[cfe-dev] Controlling instantiation of templates from PCH

Lubos Lunak via cfe-dev cfe-dev at lists.llvm.org
Thu May 30 03:52:31 PDT 2019


On Wednesday 29 of May 2019, David Blaikie wrote:
> On Tue, May 28, 2019 at 2:31 AM Lubos Lunak <l.lunak at centrum.cz> wrote:
> > - To put it differently, you can also view
> > -fpch-template-instantiation=skip
> > as automatic extern template for whatever is used by the PCH,
> > and -fpch-template-instantiation=force as explicit instantiation for it,
> > where all the hassle of extern template is replaced by just putting all
> > the
> > template stuff in the PCH. (To be precise, it's not exactly like explicit
> > instantiation, because it involves only what is instantiated by the PCH,
> > but
> > if wanted that can be handled by actually explicitly instantiating in the
> > PCH, without having to bother with the extern template stuff).
>
> Ah, OK. Was this an indirect benefit of the feature/patch you created - or
> did you specifically code for that in addition to the moving the pending
> instantiations out to the separate PCH processing stage, rather than in
> every compilation that uses the PCH - or did it come out as a happy
> coincidence?


 I'm not sure what you're referring to exactly with 'this' and 'that'. My 
patch does not move pending instantiations anywhere, it just avoids them in 
all but one compilation using the PCH. So whatever template you instantiate 
in the PCH, all those compilations don't have to spend any time on it.


> In any case, talking to Richard Smith about all this, here's some things:
>
> * Clang header modules don't have the pending instantiation performance
> problem described here - because they handle the pending instantiations at
> the end of building the module, rather than in every consumer.
> * It's possible moving PCH to the modules semantics might be valid in
> general, or good enough to put behind a flag. (doing this in general would
> of course be easier, code-wise - fewer supported code paths, etc)

 Two questions come to mind here:
- is it reasonably ready for use?
- how much work would it be to use it?

 I tried Clang modules after they were mentioned in the first reply, and I got 
the impression that they need preparation for every header file used by the 
project, even external ones. Unless that can be automated, I don't quite see 
that happening for something the size and complexity of LibreOffice (we don't 
manually create our headers-to-become-PCHs either). And an unofficial 
tongue-in-cheek motton of LibreOffice is "proudly breaking your toolchain 
since 1985", so unless modules are reasonably usable, we'll run into all the 
bugs there and nobody will want to use it.

 If doing this is good technically, long-term, fine, do it. But I'd like to 
have something that works this summer, and my rather simple patch can deliver 
that.

> * Moving the pending instantiation processing to the end of the PCH would
> make PCH generation a little slower, but given a project would only have
> one PCH that might not be a huge problem.

 I think that would be very well worth it.

> * In addition to that, we could support -fmodules-codegen/debuginfo - which
> would implement the "building an object from the PCH" step you've described
> using existing infrastructure in Clang (& that would then include other
> non-template inline functions, so it'd be a bit broader)
> * Then we could potentially do something more like what you're proposing
> here - if modules-codegen is used, defer pending instantiations from the
> initial module/PCH creation step, to the module/PCH-to-object step, to
> speed up module/PCH generation & unblock the downstream compilations that
> use it

 That could work for me too. And I'd be probably willing to help, if my Clang 
skill would be up to that. How much time/work would this be?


→ What is needed
Leaving out the pictures, return word for word the stretch of entries below from the line holding "Describe the element" through the line holding "What do you".

→ Source information
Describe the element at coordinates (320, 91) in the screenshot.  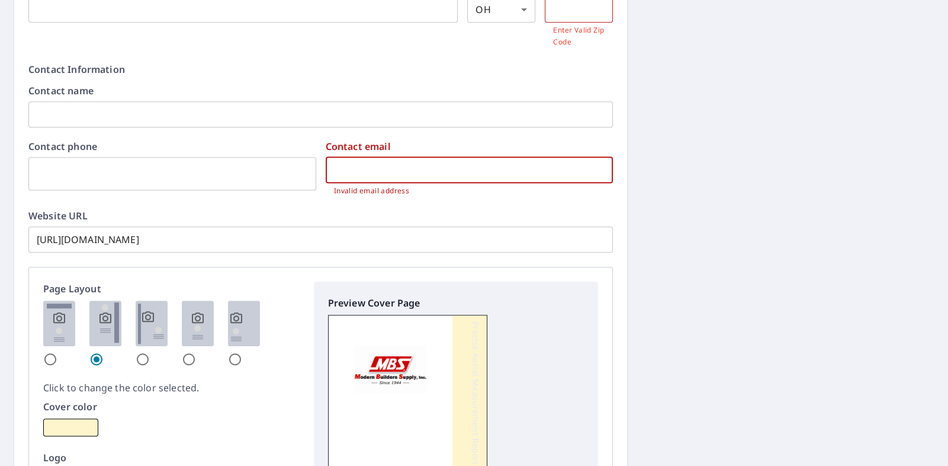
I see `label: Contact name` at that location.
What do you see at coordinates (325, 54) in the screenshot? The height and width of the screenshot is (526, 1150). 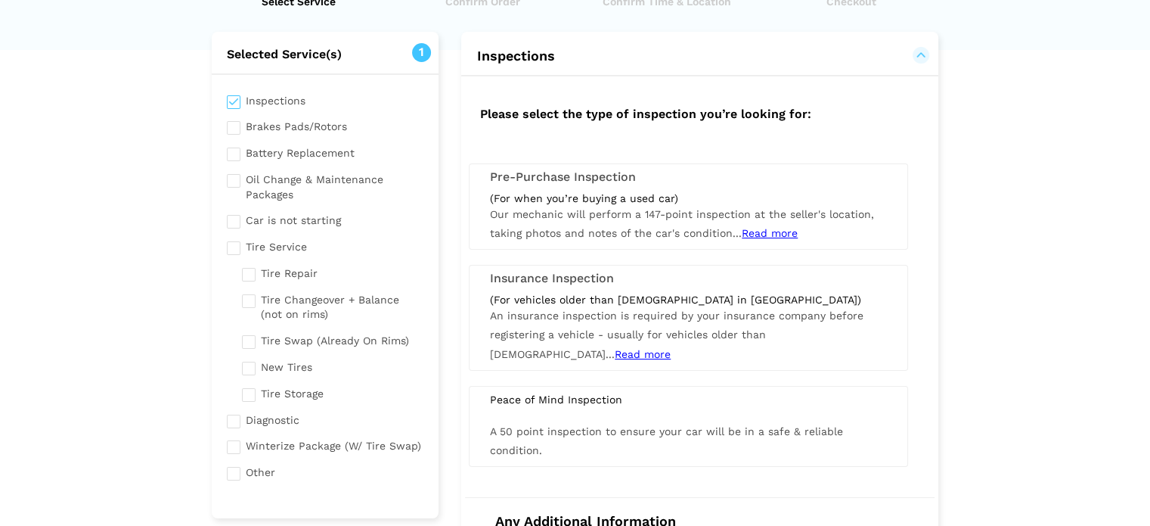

--

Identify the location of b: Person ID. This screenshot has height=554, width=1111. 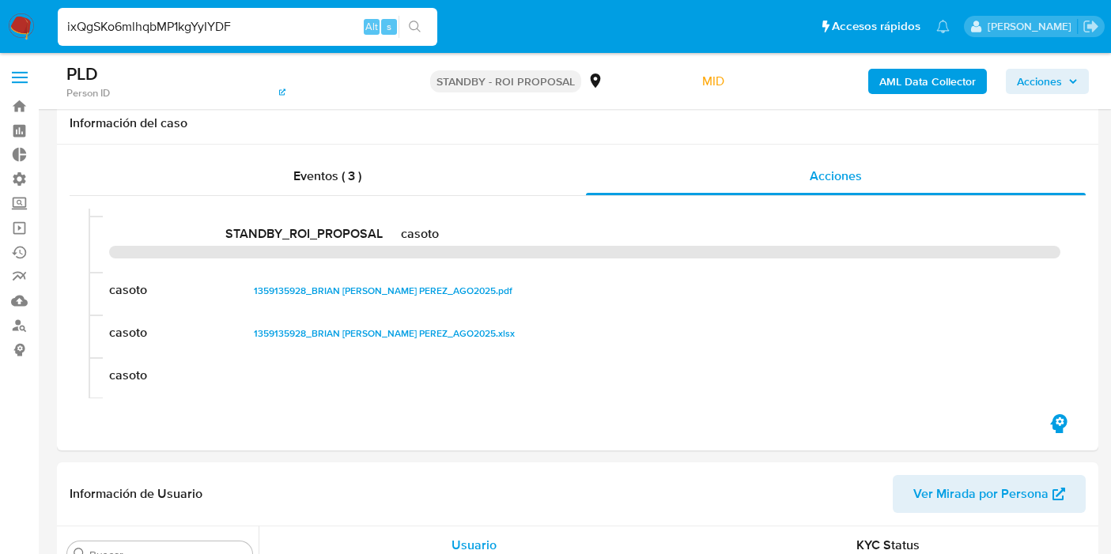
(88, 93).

--

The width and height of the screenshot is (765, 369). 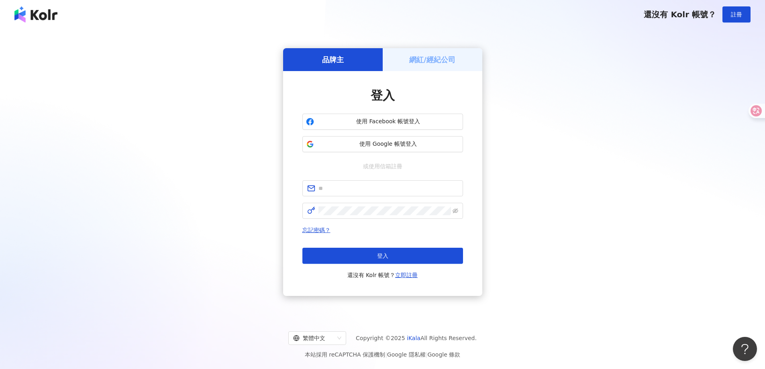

→ Answer space
Describe the element at coordinates (320, 91) in the screenshot.  
I see `label: Contact name` at that location.
What do you see at coordinates (325, 54) in the screenshot? The height and width of the screenshot is (526, 1150). 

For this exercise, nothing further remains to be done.